Oliver Solberg led a Toyota top five on the shakedown stage ahead of Rally Islas Canarias.
Toyota dominated Spain’s round of the World Rally Championship last year; on for a top-five lockout before Sami Pajari crashed into the barriers on Saturday.
It has won all four of the events in 2026 too and, based on the shakedown ahead of round five, appears to be the benchmark again in Gran Canaria.
Monte Carlo winner Solberg was quickest on the first pass and improved on his second to outpace championship leader Takamoto Katsuta by half a second, with Sébastien Ogier (+0.7s) and Pajari (+0.8s) both within a second of the benchmark.
Elfyn Evans completed a GR Yaris Rally1 top five, 1.1s off his team-mate’s pace.
The lead Hyundai was 3.4s adrift of Solberg, driven by 2020 Rally Islas Canarias winner Adrien Fourmaux.
Hyundai struggled badly in Canarias 12 months ago and its drivers were visibly battling more understeer than the Toyotas on shakedown.
Fourmaux was 0.4s quicker than his world champion team-mate Thierry Neuville, who returns to action after making a mistake that cost a certain victory on the final stage of Croatia Rally two weeks ago.
“It’s good to be in the car,” Neuville said. “I’ve always dreamed to be a rally driver and I’ve been one for many, many years. I’ve had lots of good times, at the moment we’re in a tough time which makes it more challenging, but somehow I try to not give up and keep carrying on, even if things are not as simple as they should be.”
Dani Sordo returns to the Rally1 fold for the first time since Acropolis Rally Greece in September 2024, and set the eighth fastest time on shakedown – 1.7s shy of Fourmaux’s effort.
Josh McErlean was sixth quickest for M-Sport Ford, ahead of all the Hyundais, after the first pass of shakedown, but faded to ninth at the end – 1.8s adrift of Sordo and 7.3s off the ultimate pace.
He did, however, outpace team-mate Jon Armstrong (who was slowest of the Rally1 runners) by 1.4s.
Roberto Daprà set the pace in WRC2 in his Škoda, just 0.1s ahead of Alejandro Cachón’s Toyota with championship leader Léo Rossel’s Citroën another 0.6s behind.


- EXERCISE BRIEF
Reproduce the data shown below exactly.

- MATERIAL FOR THIS EXERCISE

· · · · ·

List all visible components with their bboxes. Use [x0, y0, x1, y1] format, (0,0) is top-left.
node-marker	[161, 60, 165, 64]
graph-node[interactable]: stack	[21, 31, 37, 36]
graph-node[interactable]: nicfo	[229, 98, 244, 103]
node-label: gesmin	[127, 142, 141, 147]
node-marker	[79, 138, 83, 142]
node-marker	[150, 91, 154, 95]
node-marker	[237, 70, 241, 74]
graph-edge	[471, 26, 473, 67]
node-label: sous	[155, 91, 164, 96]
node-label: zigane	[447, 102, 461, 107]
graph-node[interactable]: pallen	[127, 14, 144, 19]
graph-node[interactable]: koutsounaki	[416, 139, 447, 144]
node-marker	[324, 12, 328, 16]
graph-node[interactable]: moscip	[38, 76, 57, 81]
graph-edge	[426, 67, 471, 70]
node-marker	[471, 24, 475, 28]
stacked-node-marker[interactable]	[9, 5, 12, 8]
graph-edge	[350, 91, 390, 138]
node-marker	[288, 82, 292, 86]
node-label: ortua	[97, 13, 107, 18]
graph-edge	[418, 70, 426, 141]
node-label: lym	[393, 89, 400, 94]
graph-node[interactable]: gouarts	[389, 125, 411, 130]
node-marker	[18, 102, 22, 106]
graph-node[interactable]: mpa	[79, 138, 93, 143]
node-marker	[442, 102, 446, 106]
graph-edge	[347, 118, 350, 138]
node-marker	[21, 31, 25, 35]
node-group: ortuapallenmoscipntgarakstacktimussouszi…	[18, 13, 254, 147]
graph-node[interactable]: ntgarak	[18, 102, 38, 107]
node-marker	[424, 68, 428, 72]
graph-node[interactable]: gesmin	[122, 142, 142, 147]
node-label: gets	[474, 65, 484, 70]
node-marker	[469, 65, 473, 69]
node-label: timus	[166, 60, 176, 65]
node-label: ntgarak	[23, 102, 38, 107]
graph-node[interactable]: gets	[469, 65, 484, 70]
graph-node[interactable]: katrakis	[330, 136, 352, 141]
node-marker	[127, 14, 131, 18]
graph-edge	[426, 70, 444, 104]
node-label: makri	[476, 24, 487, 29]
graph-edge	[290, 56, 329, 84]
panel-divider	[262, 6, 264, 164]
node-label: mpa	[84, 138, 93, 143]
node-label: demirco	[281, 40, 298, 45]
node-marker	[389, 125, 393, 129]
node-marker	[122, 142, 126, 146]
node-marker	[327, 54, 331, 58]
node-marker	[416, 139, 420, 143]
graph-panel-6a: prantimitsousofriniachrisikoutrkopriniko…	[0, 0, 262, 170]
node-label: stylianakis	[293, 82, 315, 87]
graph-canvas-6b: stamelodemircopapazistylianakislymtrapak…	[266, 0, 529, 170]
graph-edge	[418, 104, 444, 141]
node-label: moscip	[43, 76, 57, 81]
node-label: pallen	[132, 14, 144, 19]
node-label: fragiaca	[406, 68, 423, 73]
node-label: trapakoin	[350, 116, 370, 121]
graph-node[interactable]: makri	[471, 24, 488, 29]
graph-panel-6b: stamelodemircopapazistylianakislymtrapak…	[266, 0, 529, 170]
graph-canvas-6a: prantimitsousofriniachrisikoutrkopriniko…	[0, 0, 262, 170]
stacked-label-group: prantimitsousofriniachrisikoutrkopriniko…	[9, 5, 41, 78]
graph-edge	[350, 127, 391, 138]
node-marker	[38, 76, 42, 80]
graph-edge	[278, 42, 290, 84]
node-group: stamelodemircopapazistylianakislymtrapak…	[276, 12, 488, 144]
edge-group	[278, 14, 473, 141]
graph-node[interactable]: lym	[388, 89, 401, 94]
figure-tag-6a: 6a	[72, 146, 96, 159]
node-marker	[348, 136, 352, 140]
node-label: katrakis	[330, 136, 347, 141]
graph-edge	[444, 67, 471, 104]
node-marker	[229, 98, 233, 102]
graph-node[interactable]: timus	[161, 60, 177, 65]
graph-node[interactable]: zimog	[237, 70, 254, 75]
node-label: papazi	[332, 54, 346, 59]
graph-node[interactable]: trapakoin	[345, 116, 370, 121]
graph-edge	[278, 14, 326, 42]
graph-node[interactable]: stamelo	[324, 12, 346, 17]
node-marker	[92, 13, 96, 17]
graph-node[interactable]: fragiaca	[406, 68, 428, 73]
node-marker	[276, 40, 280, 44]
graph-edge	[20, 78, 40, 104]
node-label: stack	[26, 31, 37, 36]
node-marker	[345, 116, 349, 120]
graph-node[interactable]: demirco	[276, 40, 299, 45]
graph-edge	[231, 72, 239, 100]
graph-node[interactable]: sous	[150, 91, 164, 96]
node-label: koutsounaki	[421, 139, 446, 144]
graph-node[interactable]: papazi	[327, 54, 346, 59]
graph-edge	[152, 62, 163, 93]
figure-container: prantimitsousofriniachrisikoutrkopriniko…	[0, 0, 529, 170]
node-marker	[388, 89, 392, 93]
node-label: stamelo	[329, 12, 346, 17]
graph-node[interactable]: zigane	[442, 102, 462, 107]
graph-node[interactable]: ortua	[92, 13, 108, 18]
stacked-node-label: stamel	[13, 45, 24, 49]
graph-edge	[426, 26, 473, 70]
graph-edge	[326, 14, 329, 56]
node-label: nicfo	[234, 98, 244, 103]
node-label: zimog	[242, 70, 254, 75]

· · · · ·

- EXPECTED ANSWER
List all visible components with their bboxes. Use [x0, y0, x1, y1] format, (0,0) is top-left.
node-marker	[161, 60, 165, 64]
graph-node[interactable]: stack	[21, 31, 37, 36]
graph-node[interactable]: nicfo	[229, 98, 244, 103]
node-label: gesmin	[127, 142, 141, 147]
node-marker	[79, 138, 83, 142]
node-marker	[150, 91, 154, 95]
node-marker	[237, 70, 241, 74]
graph-edge	[471, 26, 473, 67]
node-label: sous	[155, 91, 164, 96]
node-label: zigane	[447, 102, 461, 107]
graph-node[interactable]: pallen	[127, 14, 144, 19]
graph-node[interactable]: koutsounaki	[416, 139, 447, 144]
node-marker	[324, 12, 328, 16]
graph-node[interactable]: moscip	[38, 76, 57, 81]
graph-edge	[426, 67, 471, 70]
node-marker	[471, 24, 475, 28]
stacked-node-marker[interactable]	[9, 5, 12, 8]
graph-edge	[350, 91, 390, 138]
node-marker	[288, 82, 292, 86]
node-label: ortua	[97, 13, 107, 18]
graph-edge	[418, 70, 426, 141]
node-label: lym	[393, 89, 400, 94]
graph-node[interactable]: gouarts	[389, 125, 411, 130]
node-marker	[18, 102, 22, 106]
graph-node[interactable]: mpa	[79, 138, 93, 143]
node-marker	[442, 102, 446, 106]
graph-edge	[347, 118, 350, 138]
node-marker	[21, 31, 25, 35]
node-group: ortuapallenmoscipntgarakstacktimussouszi…	[18, 13, 254, 147]
graph-node[interactable]: ntgarak	[18, 102, 38, 107]
node-marker	[424, 68, 428, 72]
graph-node[interactable]: gesmin	[122, 142, 142, 147]
node-label: gets	[474, 65, 484, 70]
node-marker	[469, 65, 473, 69]
node-label: timus	[166, 60, 176, 65]
node-label: ntgarak	[23, 102, 38, 107]
graph-node[interactable]: gets	[469, 65, 484, 70]
graph-node[interactable]: katrakis	[330, 136, 352, 141]
node-marker	[127, 14, 131, 18]
graph-edge	[426, 70, 444, 104]
node-label: makri	[476, 24, 487, 29]
graph-edge	[290, 56, 329, 84]
panel-divider	[262, 6, 264, 164]
node-label: mpa	[84, 138, 93, 143]
node-label: demirco	[281, 40, 298, 45]
node-marker	[389, 125, 393, 129]
node-marker	[122, 142, 126, 146]
node-marker	[327, 54, 331, 58]
node-marker	[416, 139, 420, 143]
graph-panel-6a: prantimitsousofriniachrisikoutrkopriniko…	[0, 0, 262, 170]
node-label: stylianakis	[293, 82, 315, 87]
graph-canvas-6b: stamelodemircopapazistylianakislymtrapak…	[266, 0, 529, 170]
graph-edge	[418, 104, 444, 141]
node-label: moscip	[43, 76, 57, 81]
node-label: pallen	[132, 14, 144, 19]
node-label: fragiaca	[406, 68, 423, 73]
node-label: trapakoin	[350, 116, 370, 121]
graph-node[interactable]: makri	[471, 24, 488, 29]
graph-panel-6b: stamelodemircopapazistylianakislymtrapak…	[266, 0, 529, 170]
graph-canvas-6a: prantimitsousofriniachrisikoutrkopriniko…	[0, 0, 262, 170]
stacked-label-group: prantimitsousofriniachrisikoutrkopriniko…	[9, 5, 41, 78]
graph-edge	[350, 127, 391, 138]
node-marker	[38, 76, 42, 80]
graph-edge	[278, 42, 290, 84]
node-group: stamelodemircopapazistylianakislymtrapak…	[276, 12, 488, 144]
edge-group	[278, 14, 473, 141]
graph-node[interactable]: lym	[388, 89, 401, 94]
figure-tag-6a: 6a	[72, 146, 96, 159]
node-marker	[348, 136, 352, 140]
node-label: katrakis	[330, 136, 347, 141]
graph-edge	[444, 67, 471, 104]
node-marker	[229, 98, 233, 102]
graph-node[interactable]: timus	[161, 60, 177, 65]
graph-node[interactable]: zimog	[237, 70, 254, 75]
node-label: papazi	[332, 54, 346, 59]
graph-node[interactable]: trapakoin	[345, 116, 370, 121]
graph-edge	[278, 14, 326, 42]
graph-node[interactable]: stamelo	[324, 12, 346, 17]
node-marker	[92, 13, 96, 17]
graph-node[interactable]: fragiaca	[406, 68, 428, 73]
node-marker	[276, 40, 280, 44]
graph-edge	[20, 78, 40, 104]
node-label: stack	[26, 31, 37, 36]
node-marker	[345, 116, 349, 120]
graph-node[interactable]: demirco	[276, 40, 299, 45]
graph-edge	[231, 72, 239, 100]
graph-node[interactable]: sous	[150, 91, 164, 96]
node-label: koutsounaki	[421, 139, 446, 144]
graph-node[interactable]: papazi	[327, 54, 346, 59]
graph-edge	[152, 62, 163, 93]
figure-container: prantimitsousofriniachrisikoutrkopriniko…	[0, 0, 529, 170]
node-marker	[388, 89, 392, 93]
node-label: stamelo	[329, 12, 346, 17]
graph-node[interactable]: zigane	[442, 102, 462, 107]
graph-node[interactable]: ortua	[92, 13, 108, 18]
stacked-node-label: stamel	[13, 45, 24, 49]
graph-edge	[426, 26, 473, 70]
graph-edge	[326, 14, 329, 56]
node-label: nicfo	[234, 98, 244, 103]
node-label: zimog	[242, 70, 254, 75]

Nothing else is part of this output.